Eliza stopped her forkful of omelette halfway to her mouth and grinned. . "That wasn't in the file."

"I didn't think it was. Anyway, me and a couple of my crew tracked the kid to Dubai, and that's where we killed him."

"How did you kill him?" she asked.

"Well, normally I was very neat and professional. But in this case, I decided pink mist for pink mist. So we drove him out in the desert. I took a block of C-4, shaped it into something suitably phallic, and shoved it up his ass with a remote detonator. We drove to a safe distance, and I hit the switch."

"That," she said, laughing, "wasn't in the file either."
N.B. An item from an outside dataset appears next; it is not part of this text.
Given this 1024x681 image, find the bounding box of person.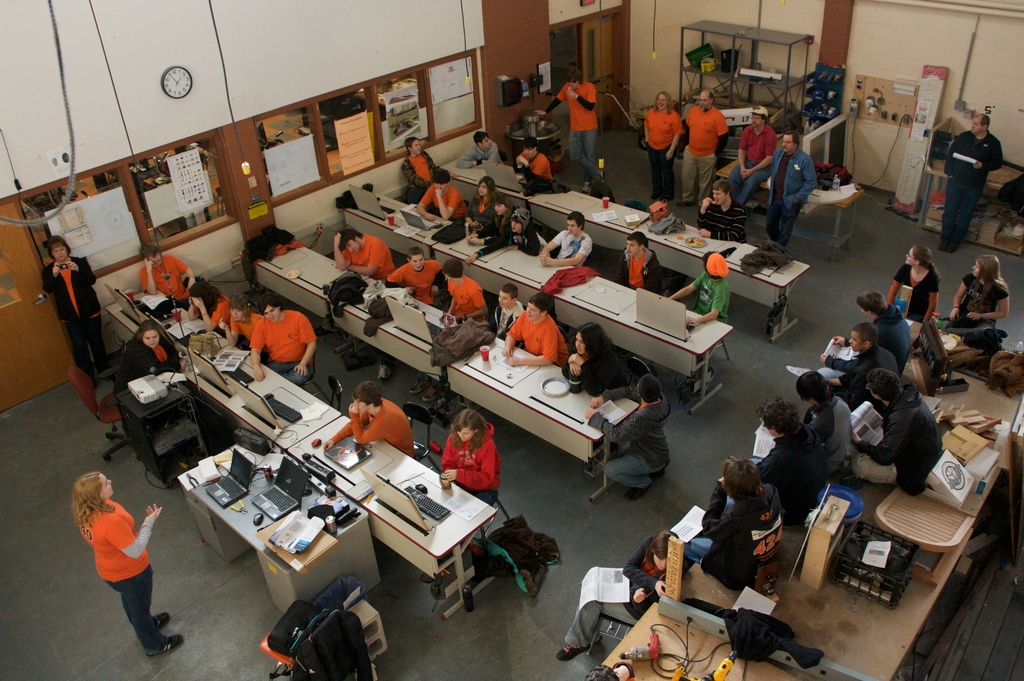
223 293 266 349.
"You know, that's the first time I've ever heard you laugh. Anyway, to wrap things up, I didn't cover my tracks good enough. They said something about PTSD, and maybe some brain trauma from that bomb blast, and I had been out there too long, and I should take a desk job at Langley. So they gave me my one way."

"One way?" she asked.

"Agency expression. One way ticket home. It means you're done in the field. But somehow it leaked to the Saudis that I was behind that hit, and they were demanding my head. There was talk of a murder rap, but they didn't dare put me on trial. I was a serious embarrassment. Any discussion of what to do with me would end with the words 'extreme prejudice'. So I slipped away on a phoney Swiss passport and went independent. Big Daddy Oil Sheik sent some guys to look for me, but they're all dead. About three years went by, and I was contacted by our mutual friend. He said he had a job for me. He said if I took it, he could get the Agency to let bygones be bygones. I could come home, and I'd be well paid. The catch was I had to not care. I said 'Dude, I'm already there'. So he set up a meet, and he introduced me to you. And that's the first time I've ever told that whole story to anyone."

She smiled, and leaned forward in her seat. "Thank you for telling it to me. I think I understand you better now."

"What do you understand?"

"That I've misjudged you. That under it all, you're a disappointed romantic. That you're disillusioned because they didn't appreciate you the way I do. That you thrill in hunting an adversary who can hunt you back. It would have been fascinating to know what Doctor Strauss would have made of you. You might have been his masterpiece."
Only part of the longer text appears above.